Fishermen's Casino - Balboa, CA
Posted by: Groundspeak Premium Member NW_history_buff
N 33° 36.128 W 117° 53.955
11S E 416569 N 3718405
This vintage ghost sign is located on the north side of a two-story building and next to Balboa Post Office.
Waymark Code: WMR3AP
Location: California, United States
Date Posted: 05/06/2016
Published By:Groundspeak Premium Member TheBeanTeam
Views: 1

The words 'FISHERMEN'S CASINO' are barely legible in the side of this brick building, home to a local beachware shop. Upon doing some research online I discovered a local website that posts historic stories (and tales) of events and happenings of Balboa over the years. A local resident had this to say regarding the history of this ghost sign and the building it resides on and he writes:

The Casino was never actually a casino. It was just a bar. Originally the name was Workman's Casino and was owned by Dad Workman. The name was a carryover from a gambling joint he operated on the other side of Main St. (in the 100 block) in the 1920s. During Prohibition, his was one of the many places in town you could buy alcohol. You would ask for a carton of cigarettes, wink, and he would put a bottle in the box. By the time he moved into the Storey Building, Prohibition had been repealed and gambling had been clamped down on, so he went legitimate. He sold the bar to two guys whose names I can't remember. They may have been brothers. They never cared much for Mr. Workman (few people in town did) and promptly changed the name to Fisherman's Casino, as the sign still reads. The bar days are marked in old pictures by blacked out windows and stainless steel doors in what are now the open arches on the corner, as they were originally. The interior was highlighted by a semicircular bar against the back wall, which was a partition, marked now by a post in the middle of the Mithrush store. At one point they knocked two openings through the partition on either side of the bar and had a dining room in what would, years later, become Hidi's Cafe. When we did the seismic retrofit we pulled up layers of flooring and found the scars where the semicircular bar had been.

The building was built by Fred Storey in 1930. Balboa Marine Hardware was where the kite store is now. Soto Nishikawa had Soto's Curio Shop on the corner across Main from where the post office is now. He was the first tenant in the space that would later be Hidi's, operating two businesses across from each other. He was very successful until WWII, when he was sent to an internment camp in the Arizona desert. He lost everything and died without a penny to his name after the war. The first tenant in the corner was the Balboa Sport Shop which sold bathing suits and sportswear. Upstairs in the middle unit was the town dentist, Harold Stahler. Above Soto's was the Raymond Beauty Shop. Also upstairs, over the corner, Roland Thompson (the City Attorney for Newport Beach) had his private practice office. In 1936 Judge Robert Gardner spent his first year as an attorney up there. He told me he only made ten dollars the whole year. At the far end of the upstairs, Fred Storey had his office. It doubled as a summer apartment for Rowland Hodgkinson (Hodge) who was the Police Chief. He stayed there when he rented his home out to make extra money.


◆ Problem to work on:
Go through the records and give the number of lines that include "vertical", with nothing else.

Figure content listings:
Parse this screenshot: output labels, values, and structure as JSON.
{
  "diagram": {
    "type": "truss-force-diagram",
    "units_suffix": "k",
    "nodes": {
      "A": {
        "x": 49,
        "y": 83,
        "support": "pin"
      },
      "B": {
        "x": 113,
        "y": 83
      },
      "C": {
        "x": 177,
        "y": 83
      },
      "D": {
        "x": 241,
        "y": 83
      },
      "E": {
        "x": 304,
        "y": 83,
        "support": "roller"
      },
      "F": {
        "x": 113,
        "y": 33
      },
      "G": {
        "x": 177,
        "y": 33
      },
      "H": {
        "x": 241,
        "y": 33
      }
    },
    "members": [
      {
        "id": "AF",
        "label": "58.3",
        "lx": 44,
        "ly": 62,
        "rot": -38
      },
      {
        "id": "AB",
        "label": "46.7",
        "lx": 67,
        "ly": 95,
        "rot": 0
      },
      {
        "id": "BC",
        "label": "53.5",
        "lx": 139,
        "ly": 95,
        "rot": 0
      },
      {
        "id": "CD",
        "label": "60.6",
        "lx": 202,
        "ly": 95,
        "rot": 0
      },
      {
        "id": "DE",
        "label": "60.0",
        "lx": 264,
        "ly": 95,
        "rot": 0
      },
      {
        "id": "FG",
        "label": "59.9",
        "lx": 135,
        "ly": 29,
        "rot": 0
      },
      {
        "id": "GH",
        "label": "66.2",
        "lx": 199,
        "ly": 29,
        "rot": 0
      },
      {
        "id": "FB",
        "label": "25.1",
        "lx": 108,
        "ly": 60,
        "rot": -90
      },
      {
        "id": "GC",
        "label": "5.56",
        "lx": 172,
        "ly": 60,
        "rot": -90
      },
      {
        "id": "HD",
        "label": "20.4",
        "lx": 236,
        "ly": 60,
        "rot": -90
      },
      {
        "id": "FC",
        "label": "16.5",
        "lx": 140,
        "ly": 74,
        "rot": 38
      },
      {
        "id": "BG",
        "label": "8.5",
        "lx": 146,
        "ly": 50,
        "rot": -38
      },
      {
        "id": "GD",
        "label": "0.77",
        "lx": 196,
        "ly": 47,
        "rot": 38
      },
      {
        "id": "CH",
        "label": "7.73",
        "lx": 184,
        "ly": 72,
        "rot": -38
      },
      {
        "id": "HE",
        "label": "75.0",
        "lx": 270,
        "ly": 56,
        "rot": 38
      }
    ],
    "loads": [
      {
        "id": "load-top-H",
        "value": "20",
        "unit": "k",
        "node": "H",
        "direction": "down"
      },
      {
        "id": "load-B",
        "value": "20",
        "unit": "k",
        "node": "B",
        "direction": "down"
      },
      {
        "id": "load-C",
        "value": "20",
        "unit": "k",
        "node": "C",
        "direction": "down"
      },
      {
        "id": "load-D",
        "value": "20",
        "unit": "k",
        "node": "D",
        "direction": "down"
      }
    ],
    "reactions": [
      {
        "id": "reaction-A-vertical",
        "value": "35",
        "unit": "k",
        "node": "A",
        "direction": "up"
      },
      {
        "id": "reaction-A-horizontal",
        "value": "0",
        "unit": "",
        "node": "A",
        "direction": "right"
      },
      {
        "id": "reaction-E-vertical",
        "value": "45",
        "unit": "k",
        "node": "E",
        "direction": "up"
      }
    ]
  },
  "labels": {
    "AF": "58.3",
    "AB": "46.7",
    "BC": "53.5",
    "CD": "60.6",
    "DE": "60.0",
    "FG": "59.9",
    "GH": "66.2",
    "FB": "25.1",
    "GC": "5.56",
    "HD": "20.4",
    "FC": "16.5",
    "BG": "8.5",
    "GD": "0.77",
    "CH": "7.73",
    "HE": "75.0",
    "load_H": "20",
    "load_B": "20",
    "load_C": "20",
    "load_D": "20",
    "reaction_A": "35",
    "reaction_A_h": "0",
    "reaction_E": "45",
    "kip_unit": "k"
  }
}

◆ The completed task:
2